Hi. My game will have dozens of ‘agents’ running around a level, each with their own stats which will affect their behaviour with one another.
Because of this I need a setup which will let me achieve several things.
Let’s take one agent for example.
He needs to know how many hostiles are in his vicinity at any time. He needs to know which is the closest so that he can prioritize targets or decide to run away.
Initially I had thought to add a cylinder to the agent and use is as a radius, like an area of awareness. The collider would pick up anyone entering into it and add them to a list on the agent’s script. It would ideally also cast a ray to each enemy every frame and come back with the distance. This would make sure that the agent was always reacting to the closest threat (in case enemy 1 is suddenly overtaken by a faster enemy2 and thus is the new closest enemy).
If there are no enemies within the radius, the list is empty.
Is this a viable idea? I’ve not used lists before but I read that they were superior to arrays. Is it okay to have multiple agents casting (potentially) multiple rays every frame so that they all know which enemies are closest? OR would this cripple the framerate (It’s to go on web browser).
I would appreciate any thoughts on how anyone would do this differently 
Jamora
2
You should try to minimize the amount of raycasts to improve performance. Or at least use physics layers so there is as few colliders for each ray to check as possible.
Arrays are the closest to direct memory access in C# that I know of; Lists offer conveniance methods to manage an array easily (resizing etc.). So arrays are more performant than Lists, but the difference really is negligible. Unless you’re talking of the UnityScript Array which has really poor performance (and is a list itself)…
Now to your actual question… You should store each enemy gameobject in a list somewhere (an enemyManager class?) as well as the player’s GameObject. Then determining the closest enemy is a matter of sorting the list of enemies by distance to the player. You could also determine the enemies in teh vicinity by choosing a cutoff point for the distance.
If you’re really concerned of performance, you don’t even need the actual distance, but the square of the distance (because the distance is calculated from the pythagorean theorem). Square root calculations are expensive computationally. The choice of the sorting algorithm is siqnificant as well: the best comparison sorts (e.g. merge sort) run in the worst case O(n log(n)) time, while the comparison sort a normal person to use to sort a deck of cards(insertion sort) is O(n^2). In concrete terms; if you have a list with a million elements, merge sort would take almost 1.4*10^7 million time units, and insertion sort 10^12 time units. That’s a difference of 5 zeros at the end of the number.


> [Task]: Go over the records and copy every line with the string "this".

> [Supplied data]:

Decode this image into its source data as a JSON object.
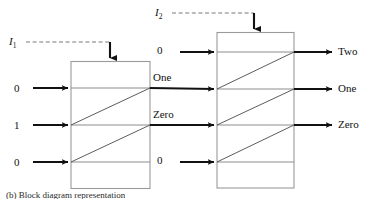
{
  "figure": {
    "type": "block-diagram",
    "caption": "(b) Block diagram representation"
  },
  "control_signals": [
    {
      "name": "I1",
      "base": "I",
      "sub": "1",
      "target": "block-1",
      "style": "dashed"
    },
    {
      "name": "I2",
      "base": "I",
      "sub": "2",
      "target": "block-2",
      "style": "dashed"
    }
  ],
  "blocks": [
    {
      "id": "block-1",
      "rows": [
        {
          "input": "0",
          "output": "One"
        },
        {
          "input": "1",
          "output": "Zero"
        },
        {
          "input": "0",
          "output": ""
        }
      ]
    },
    {
      "id": "block-2",
      "rows": [
        {
          "input": "0",
          "output": "Two"
        },
        {
          "input": "One",
          "output": "One"
        },
        {
          "input": "Zero",
          "output": "Zero"
        },
        {
          "input": "0",
          "output": ""
        }
      ]
    }
  ],
  "labels": {
    "left_inputs": [
      "0",
      "1",
      "0"
    ],
    "middle_top_input": "0",
    "middle_outputs": [
      "One",
      "Zero"
    ],
    "middle_bottom_input": "0",
    "right_outputs": [
      "Two",
      "One",
      "Zero"
    ]
  },
  "colors": {
    "box_stroke": "#9a9a9a",
    "signal_line": "#8c8c8c",
    "arrow": "#111111",
    "dashed": "#7a7a7a",
    "text": "#111111",
    "background": "#ffffff"
  }
}
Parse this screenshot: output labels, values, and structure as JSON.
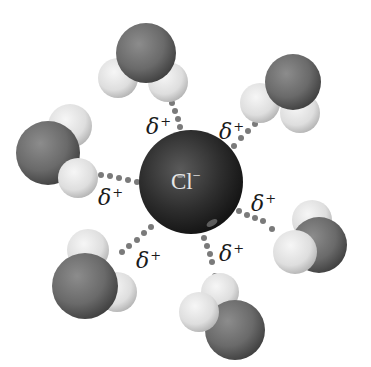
{
  "diagram": {
    "central_ion": {
      "symbol": "Cl",
      "charge": "−",
      "color": "#2e2e2e"
    },
    "partial_charge_label": {
      "symbol": "δ",
      "sign": "+"
    },
    "water_molecules": [
      {
        "id": "top",
        "label_symbol": "δ",
        "label_sign": "+"
      },
      {
        "id": "upper-right",
        "label_symbol": "δ",
        "label_sign": "+"
      },
      {
        "id": "left",
        "label_symbol": "δ",
        "label_sign": "+"
      },
      {
        "id": "right",
        "label_symbol": "δ",
        "label_sign": "+"
      },
      {
        "id": "lower-left",
        "label_symbol": "δ",
        "label_sign": "+"
      },
      {
        "id": "bottom",
        "label_symbol": "δ",
        "label_sign": "+"
      }
    ],
    "colors": {
      "oxygen": "#6e6e6e",
      "hydrogen": "#e2e2e2",
      "chloride": "#2a2a2a",
      "hydrogen_bond_dots": "#7a7a7a"
    }
  }
}
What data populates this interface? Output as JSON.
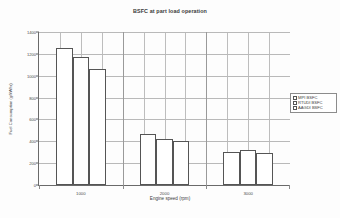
{
  "chart_data": {
    "type": "bar",
    "title": "BSFC at part load operation",
    "xlabel": "Engine speed (rpm)",
    "ylabel": "Fuel Consumption (g/kWhr)",
    "categories": [
      "1000",
      "2000",
      "3000"
    ],
    "series": [
      {
        "name": "MPI BSFC",
        "values": [
          1250,
          465,
          305
        ]
      },
      {
        "name": "RTUDI BSFC",
        "values": [
          1175,
          425,
          320
        ]
      },
      {
        "name": "AAGDI BSFC",
        "values": [
          1060,
          400,
          290
        ]
      }
    ],
    "ylim": [
      0,
      1400
    ],
    "yticks": [
      0,
      200,
      400,
      600,
      800,
      1000,
      1200,
      1400
    ],
    "ytick_labels": [
      "0",
      "200",
      "400",
      "600",
      "800",
      "1000",
      "1200",
      "1400"
    ],
    "grid": true,
    "legend_position": "right",
    "bar_fill": "#ffffff",
    "bar_border": "#555555",
    "grid_color": "#b9b9b9",
    "axis_color": "#6a6a6a"
  }
}
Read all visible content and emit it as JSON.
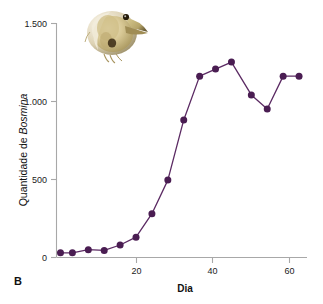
{
  "panel": {
    "label": "B"
  },
  "colors": {
    "series": "#5b2a63",
    "marker": "#4a1d52",
    "axis": "#a8a8a8",
    "text": "#111111",
    "background": "#ffffff"
  },
  "photo": {
    "name": "bosmina-photograph",
    "caption": "Bosmina",
    "alt": "Fotografia de um microcrustáceo Bosmina"
  },
  "chart_data": {
    "type": "line",
    "title": "",
    "xlabel": "Dia",
    "ylabel_plain": "Quantidade de ",
    "ylabel_italic": "Bosmina",
    "ylabel_full": "Quantidade de Bosmina",
    "xlim": [
      0,
      63
    ],
    "ylim": [
      0,
      1500
    ],
    "grid": false,
    "legend": "none",
    "xticks": [
      20,
      40,
      60
    ],
    "xtick_labels": [
      "20",
      "40",
      "60"
    ],
    "yticks": [
      0,
      500,
      1000,
      1500
    ],
    "ytick_labels": [
      "0",
      "500",
      "1.000",
      "1.500"
    ],
    "x": [
      1,
      4,
      8,
      12,
      16,
      20,
      24,
      28,
      32,
      36,
      40,
      44,
      49,
      53,
      57,
      61
    ],
    "values": [
      30,
      30,
      50,
      45,
      80,
      130,
      280,
      495,
      880,
      1160,
      1205,
      1250,
      1040,
      950,
      1160,
      1160
    ],
    "series": [
      {
        "name": "Quantidade de Bosmina",
        "x": [
          1,
          4,
          8,
          12,
          16,
          20,
          24,
          28,
          32,
          36,
          40,
          44,
          49,
          53,
          57,
          61
        ],
        "values": [
          30,
          30,
          50,
          45,
          80,
          130,
          280,
          495,
          880,
          1160,
          1205,
          1250,
          1040,
          950,
          1160,
          1160
        ]
      }
    ]
  }
}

> [Output of the task]:
Decode this image into its source data as a JSON object.
Parse this screenshot: output labels, values, and structure as JSON.
What data populates this interface? Output as JSON.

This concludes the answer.